She applied the “Page 99 Test” to her new book, States Against Migrants: Deportation in Germany and the United States, and reported the following:
Page 99 of States against Migrants, shows a bar chart that displays the deportation of various groups of migrants by German immigration authorities in the 1990s. The chart reveals a striking pattern: failed asylum seekers feature more prominently than illegal immigrants among those expelled from Germany. This pattern is remarkable for two reasons. First, it is greatly at odds from deportation trends in the United States. Second, it is an expression of the German state’s remarkable coercive capacity because it is far easier to deport illegal immigrants than failed asylum seekers.Read an excerpt from States Against Migrants, and learn more about the book at the Cambridge University Press website.
States against Migrants: Deportation in Germany and the United States is a contemporary study of the capacity of liberal democratic states to coercively regulate individuals within their borders. In this book, I argue that deportation places extraordinarily high demands on the state. Because it imposes severe hardship on migrants and their families, and because it often involves the use of physical force, deportation is likely to induce political contestation because these state interventions run up against the most fundamental interests of the individuals they target. As a result, both the legislation and implementation of deportation present formidable challenges to the state. The book examines the politics of deportation as it evolves across the policy cycle, beginning with anti-immigrant populist backlash and ending in the expulsion of migrants by deportation bureaucrats. It reveals striking differences in the nature of state capacity not only between the United States and Germany, but also between the policy stages of legislation and implementation.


Exercise aim
Within the entries that follow, show each line where the word "JSON" occurs.

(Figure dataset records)
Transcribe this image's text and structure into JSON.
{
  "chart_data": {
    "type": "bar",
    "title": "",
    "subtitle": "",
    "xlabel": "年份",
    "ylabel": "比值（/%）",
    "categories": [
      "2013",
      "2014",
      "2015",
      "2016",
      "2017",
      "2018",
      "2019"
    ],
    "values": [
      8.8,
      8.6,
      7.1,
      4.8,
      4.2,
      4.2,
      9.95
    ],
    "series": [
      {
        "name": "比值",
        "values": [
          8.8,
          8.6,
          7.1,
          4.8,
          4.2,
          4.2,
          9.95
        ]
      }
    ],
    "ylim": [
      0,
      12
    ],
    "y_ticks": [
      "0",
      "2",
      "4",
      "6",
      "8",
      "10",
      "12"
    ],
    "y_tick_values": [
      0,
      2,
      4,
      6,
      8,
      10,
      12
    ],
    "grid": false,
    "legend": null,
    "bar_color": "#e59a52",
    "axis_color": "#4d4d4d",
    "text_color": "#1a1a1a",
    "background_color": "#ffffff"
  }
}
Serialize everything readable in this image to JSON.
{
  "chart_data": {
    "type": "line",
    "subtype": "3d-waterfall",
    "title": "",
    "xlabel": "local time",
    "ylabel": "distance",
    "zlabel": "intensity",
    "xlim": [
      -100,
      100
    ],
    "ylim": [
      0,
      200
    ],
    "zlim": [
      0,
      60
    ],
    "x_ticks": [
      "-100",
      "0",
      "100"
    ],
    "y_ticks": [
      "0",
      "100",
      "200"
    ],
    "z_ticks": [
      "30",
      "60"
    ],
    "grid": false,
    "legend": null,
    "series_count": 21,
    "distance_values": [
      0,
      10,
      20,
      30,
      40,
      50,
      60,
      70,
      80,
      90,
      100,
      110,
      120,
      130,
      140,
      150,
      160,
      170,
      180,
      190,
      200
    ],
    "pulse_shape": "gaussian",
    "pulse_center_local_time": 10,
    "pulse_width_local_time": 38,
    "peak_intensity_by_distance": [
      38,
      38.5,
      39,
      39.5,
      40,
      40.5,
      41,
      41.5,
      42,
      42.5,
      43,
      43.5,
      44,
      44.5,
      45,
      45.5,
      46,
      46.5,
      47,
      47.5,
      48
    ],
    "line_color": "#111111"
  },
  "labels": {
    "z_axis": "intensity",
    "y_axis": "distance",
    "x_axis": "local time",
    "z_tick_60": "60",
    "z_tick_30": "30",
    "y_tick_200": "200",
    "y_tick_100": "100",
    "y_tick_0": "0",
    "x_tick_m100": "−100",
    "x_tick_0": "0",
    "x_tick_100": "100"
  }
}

Output of the task
Transcribe this image's text and structure into JSON.
Serialize everything readable in this image to JSON.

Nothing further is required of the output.